It was skipper KL Rahul‘s evening throughout. He won the toss, used his bowlers judiciously to restrict Mumbai to a below-par 131/6 and anchored the chase with a handsome 60 not out off 52 balls to help his team register their second win in the tournament.
SCORECARD | POINTS TABLE | AS IT HAPPENED
Rahul and his fellow opener Mayank Agarwal got Punjab off to a flying 53-run start in the Powerplay before Mumbai’s strike bowler Rahul Chahar pulled them back with the wicket of Agarwal for a 20-ball 25, laced with four hits to the fence and once over it.
Rahul started off aggressively, slamming Krunal Pandya for a couple of consecutive fours and taking Jasprit Bumrah to the cleaners. However, he shifted gears after losing Agarwal. With new man Chris Gayle (43 not out off 35 balls) taking some time to get his eye in, and the asking rate mounting, the Karnataka right-hander focused on keeping it down to the ones and twos.
But once the Jamaican warmed up with two consecutive fours and a towering six over long on off Jayant Yadav, Rahul also decided to go the aerial way against Keiron Pollard, milking the West Indian for a six over fine leg before bringing up a run-a-ball 50.
From there on, it was one-way traffic for Punjab, with the right-left combo stretching their unbeaten second-wicket partnership to 79 runs and ensuring that the Kings got over the line with 14 balls to spare.

Earlier, with a well-set Rohit (63 off 52 balls; 4×5, 6×2) and Suryakumar Yadav (33) in the middle, Mumbai Indians were expected to up the ante in the last four overs. But Rahul’s decision to save his best bowlers in Mohammed Shami (2/21), Ravi Bishnoi (2/21) and Arshdeep Singh (1/28) for the death helped Punjab stem the run flow.
Bishnoi managed to break the 79-run third–wicket stand with the scalp of Yadav, who holed one to Chris Gayle after hitting three boundaries and a six for his 27-ball knock. Rohit soon joined Yadav in the dugout, thanks to Fabian Allen holding a skier on the ropes off Shami in the 18th over.

IPL 2021: Punjab Kings beat Mumbai Indians by 9 wickets
Keiron Pollard (16) raged a lone battle to collect as many as possible in the final overs, even as the Pandya brothers flopped with the bat once again.
Mumbai skipper Rohit quickly got over a sluggish start that saw him score 17 off the first 20 balls before launching a counterattack. Rohit took a special liking to left-arm spinner Fabien Allen, welcoming the West Indian with back-to-back boundaries before hitting him for a six to the long-on boundary. From then, there was no looking back for the Mumbai skipper, who got to his half century in 37 balls.
Meanwhile, it hardly mattered which position Suryakumar Yadav gets to bat, given the kind of form he currently is in. Coming in at No.4 with Mumbai tottering at 26/2, he played the perfect second fiddle to his skipper to set the tone. As it turned out, it just wasn’t enough on the day.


* _Work item_:
Begin with the line that holds "The width and height of the screenshot is (880, 498).". Write out every line from there to the end of the listing below, word for word.

* _Records for this task_:
+ + + +

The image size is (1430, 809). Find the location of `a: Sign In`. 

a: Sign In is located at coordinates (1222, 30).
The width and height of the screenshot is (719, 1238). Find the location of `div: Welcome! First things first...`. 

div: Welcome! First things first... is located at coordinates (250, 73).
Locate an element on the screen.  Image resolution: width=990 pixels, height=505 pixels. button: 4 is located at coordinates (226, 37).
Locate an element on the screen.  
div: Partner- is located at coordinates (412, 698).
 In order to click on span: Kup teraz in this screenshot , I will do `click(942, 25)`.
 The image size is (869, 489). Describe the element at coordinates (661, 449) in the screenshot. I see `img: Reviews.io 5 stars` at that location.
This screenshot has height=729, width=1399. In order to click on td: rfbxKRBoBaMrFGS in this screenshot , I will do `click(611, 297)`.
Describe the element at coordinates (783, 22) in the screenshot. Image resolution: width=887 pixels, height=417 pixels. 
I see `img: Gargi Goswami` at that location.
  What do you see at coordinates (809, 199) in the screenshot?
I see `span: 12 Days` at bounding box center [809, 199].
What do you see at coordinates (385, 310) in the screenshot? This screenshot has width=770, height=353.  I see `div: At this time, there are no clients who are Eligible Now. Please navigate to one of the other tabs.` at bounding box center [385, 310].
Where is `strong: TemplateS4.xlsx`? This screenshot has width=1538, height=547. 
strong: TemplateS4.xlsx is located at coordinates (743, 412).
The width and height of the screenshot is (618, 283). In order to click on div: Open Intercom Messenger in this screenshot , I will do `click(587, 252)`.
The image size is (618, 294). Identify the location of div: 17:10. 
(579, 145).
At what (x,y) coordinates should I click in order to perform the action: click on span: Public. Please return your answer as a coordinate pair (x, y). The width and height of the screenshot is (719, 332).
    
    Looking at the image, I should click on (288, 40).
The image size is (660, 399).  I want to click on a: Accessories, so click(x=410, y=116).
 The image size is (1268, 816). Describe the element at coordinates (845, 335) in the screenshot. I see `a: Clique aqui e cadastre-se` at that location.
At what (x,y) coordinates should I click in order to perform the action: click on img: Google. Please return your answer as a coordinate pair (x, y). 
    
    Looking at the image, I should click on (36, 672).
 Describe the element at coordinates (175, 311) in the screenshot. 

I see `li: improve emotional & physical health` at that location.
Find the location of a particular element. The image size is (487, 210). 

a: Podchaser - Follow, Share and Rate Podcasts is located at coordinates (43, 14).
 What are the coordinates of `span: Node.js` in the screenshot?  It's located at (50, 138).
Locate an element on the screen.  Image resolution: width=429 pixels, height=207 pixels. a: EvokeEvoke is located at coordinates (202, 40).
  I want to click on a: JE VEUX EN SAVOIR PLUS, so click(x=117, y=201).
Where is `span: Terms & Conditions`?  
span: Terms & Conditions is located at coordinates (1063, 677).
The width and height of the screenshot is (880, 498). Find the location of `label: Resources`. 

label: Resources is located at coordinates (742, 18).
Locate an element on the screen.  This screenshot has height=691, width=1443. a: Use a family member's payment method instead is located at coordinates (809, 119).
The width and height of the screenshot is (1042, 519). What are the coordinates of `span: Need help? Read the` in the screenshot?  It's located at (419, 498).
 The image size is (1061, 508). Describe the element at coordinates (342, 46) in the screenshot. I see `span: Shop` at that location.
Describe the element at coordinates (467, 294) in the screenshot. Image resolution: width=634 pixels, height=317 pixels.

+ + + +

* _Solution to this task_:
The width and height of the screenshot is (880, 498). Find the location of `label: Resources`. 

label: Resources is located at coordinates (742, 18).
Locate an element on the screen.  This screenshot has height=691, width=1443. a: Use a family member's payment method instead is located at coordinates (809, 119).
The width and height of the screenshot is (1042, 519). What are the coordinates of `span: Need help? Read the` in the screenshot?  It's located at (419, 498).
 The image size is (1061, 508). Describe the element at coordinates (342, 46) in the screenshot. I see `span: Shop` at that location.
Describe the element at coordinates (467, 294) in the screenshot. Image resolution: width=634 pixels, height=317 pixels.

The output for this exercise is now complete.